Imagine yourself to be a surgeon, a truly great surgeon. Among other things you do, you transplant organs, and you are such a great surgeon that the organs you transplant always take. At the moment you have five patients who need organs. Two need one lunch each, two need a kidney each, and the fifth needs a heart. If they do not get those organs today, they will all die; if you find organs for them today, you can transplant the organs and they will all live. But where to find the lungs, the kidneys, and the heart? The time is almost up when a report is brought to you that a young man who has just come into your clinic for his yearly check-up has exactly the right blood type, and is in excellent health. Lo, you have a possible donor. All you need to do is cut him up and distribute his parts among the five who need them. You ask, but he says, “sorry. I deeply sympahtize, but no.” Would it be morally permissable for you to operate anyway?

Suppose you believe that it is morally permissable to turn the trolley but not to operate. What is the morally relevent difference between the two situations?

If memory serves me right, we just did this question, but here goes anyway. . .

In the case of the runaway trolley, the only choice (as presented in the OP) available to the driver is only how to minimize the consequences of an inevitable wreck. Turning the trolley is the best course of action because it results in one death (assuming the trolley driver lives, which I guess isn’t really relevant) rather than five. But there will be a death. Or five deaths. And the trolley driver isn’t causing the deaths. He may, by his actions, reduce the number of deaths.
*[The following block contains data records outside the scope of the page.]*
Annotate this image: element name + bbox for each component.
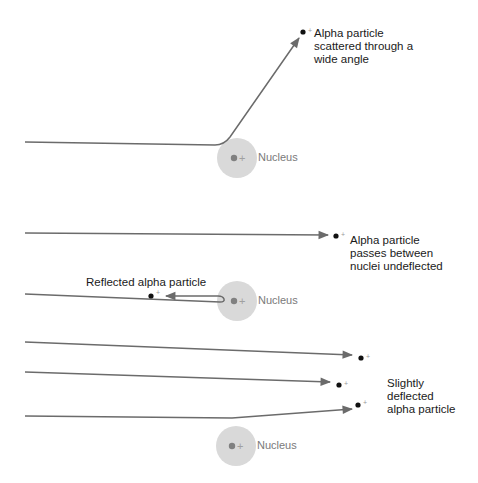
alpha-particle-dot — [358, 355, 363, 360]
slightly-deflected-trajectory-3 — [25, 409, 352, 418]
reflected-incoming-trajectory — [25, 294, 220, 302]
undeflected-label: Alpha particle passes between nuclei und… — [350, 234, 443, 273]
nucleus-label: Nucleus — [257, 439, 297, 451]
nucleus-halo — [216, 426, 256, 466]
alpha-particle-dot — [355, 402, 360, 407]
slightly-deflected-trajectory-1 — [25, 342, 352, 355]
alpha-particle-dot — [300, 29, 305, 34]
wide-angle-trajectory — [25, 38, 299, 145]
nucleus-core — [229, 443, 235, 449]
particle-charge-symbol: + — [366, 353, 370, 360]
nucleus-core — [231, 298, 237, 304]
particle-charge-symbol: + — [363, 399, 367, 406]
particle-charge-symbol: + — [344, 380, 348, 387]
alpha-particle-dot — [148, 293, 153, 298]
wide-angle-label: Alpha particle scattered through a wide … — [314, 27, 413, 66]
slightly-deflected-trajectory-2 — [25, 372, 330, 382]
alpha-particle-dot — [333, 233, 338, 238]
nucleus-label: Nucleus — [258, 294, 298, 306]
nucleus-charge-symbol: + — [237, 440, 243, 452]
particle-charge-symbol: + — [308, 27, 312, 34]
undeflected-panel — [25, 233, 339, 239]
slightly-deflected-panel — [25, 342, 364, 466]
particle-charge-symbol: + — [156, 289, 160, 296]
alpha-particle-dot — [336, 382, 341, 387]
nucleus-charge-symbol: + — [239, 295, 245, 307]
undeflected-trajectory — [25, 233, 328, 235]
slightly-deflected-label: Slightly deflected alpha particle — [387, 377, 455, 416]
nucleus-label: Nucleus — [258, 151, 298, 163]
reflected-label: Reflected alpha particle — [86, 276, 206, 289]
nucleus-charge-symbol: + — [239, 152, 245, 164]
particle-charge-symbol: + — [341, 231, 345, 238]
nucleus-core — [231, 155, 237, 161]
The surgeon, on the other hand, is in a very different situation. He has five aililng patients in desperate need of organs. He has one very health patient who possesses those organs. He must, of course, do everything medically possible for his five sick patients. This does not extend to running out into the waiting room of the clinic, putting a bullet into the brain of the healthy patient (thus preserving the needed organs) and distributing the organs amongst the ill patients.

There is no analogy. There is no comparison between the two situations. Apples and oranges. Not even close.

Although he might, if he is a good man, give lunch to those who are just hungry.

Peterdude.

Welcome to the boards. You don’t have the ability to search, but indeed this was just debated in Great Debates in March of this year.

So, I’ll close this one, LINK to the old thread so that you can read it.

Two further points. First, if you enjoy the place, by paying the small subscription fee you can search for this kind of thing yourself.

Second, if a question has a probable factual answer, then you open it in GQ. If it involves opinions, then it goes in another forum. In this case, it rises to the level of a great debate.